By gremlinlegions on deviantart.com http://fav.me/d3kh3s4
I’ve always been fascinated by systems that purport to know who you are and what you’re like based on when you were born, the results of a personality test, etc. For instance, according to the Myers-Briggs typology classification system, I am an INTJ. That stands for Introverted, Intuitive, Thinking, and Judging. According to this classification, I am A) a unicorn (I knew it!)–apparently, INTJs are so rare as to make up 0.8% of the female population–and, B) a robot. I am often perceived as emotionally distant and I make decisions based on reason rather than emotion. I live mostly in my head, I’m not personable, I’m blunt, and I don’t bother lying because I don’t care what other people think. I love structure and organization but hate rules, and I would rather chew off my own arm than talk about my feelings. Or your feelings. Really, just feelings in general are anathema to me, I’m told.
I am also a Scorpio. That means I’m intense, passionate, and filled with desire, which is just awkward given the whole INTJ robot thing. I can be jealous and vindictive when I’m overcome by the aforementioned intense passions, but I am also a caring and devoted lover and am by most accounts supposed to be quite lusty (I know several ex-boyfriends with whom I will not be sharing this blog post specifically because of the helpless laughter some of these “attributes” will cause). I can be cunning and sadistic, but I’m also dynamic, magnetic, and have a hypnotic personality with a marked dark side. People find themselves drawn to my mysterious and exciting persona (again, not sharing this with ex-boyfriends).
Then, just when I’m trying to reconcile all these different, mutually exclusive traits, it turns out that I was born in the year of the Monkey per the Chinese zodiac. People born in the year of the monkey are curious, mischievous, and clever. We are also dishonest and manipulative, so I guess INTJ monkeys are just doomed to a life of violent inner conflict. As a monkey, I am supposed to be a playful prankster whose favorite activity is people-watching, and I am considered warm-hearted, gregarious, and likable. I am a warm-hearted, emotionally distant, gregarious, introverted horn dog who attracts people with my mysterious, blunt mischievousness. Man, I really am a unicorn! I went through each list to see if there was even one attribute that the monkey, the scorpion, and the unicorn all have in common. Turns out, there is.
We’re all the most likely type to be the model for fictional villains.

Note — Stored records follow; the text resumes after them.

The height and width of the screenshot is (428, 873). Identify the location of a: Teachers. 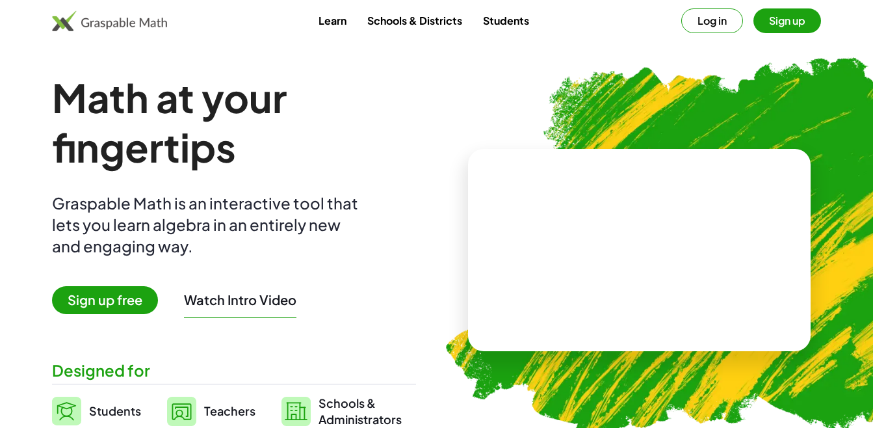
(211, 411).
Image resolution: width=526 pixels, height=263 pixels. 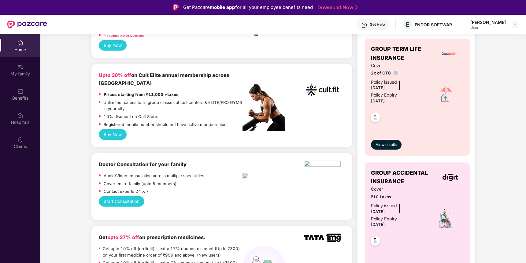 I want to click on b: Doctor Consultation for your family, so click(x=143, y=164).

This would have come in handy on Career Day back in school. Instead of pamphlets on accounting, medicine, and law, I could have been reading about How to Invade Fictional Territories and Minions: Slaves or Sacrifices? I could have taken a seminar in Boris and Natasha and gone to workshops for moustache twirling (tricky for girls) and evil laughs (very important: you don’t want to end up cackling when what you really want is a good mwah-ha-ha). Risk would have taken on a whole new meaning, not to mention Clue. Ooh! Monopoly! Oh, the evil laughs I could have given while playing Monopoly, if only I’d known. What a different life I might have led if all these horoscopes and categories had been around to tell me who I am. I could be dooming Narnia to eternal winter as we speak.
Or I could, you know, try to figure out who I actually am as opposed to who someone tells me I am. Controversial, I know, but allow me to quote my good friend Socrates: “To find yourself, think for yourself.” Now that’s a typology system I can get behind!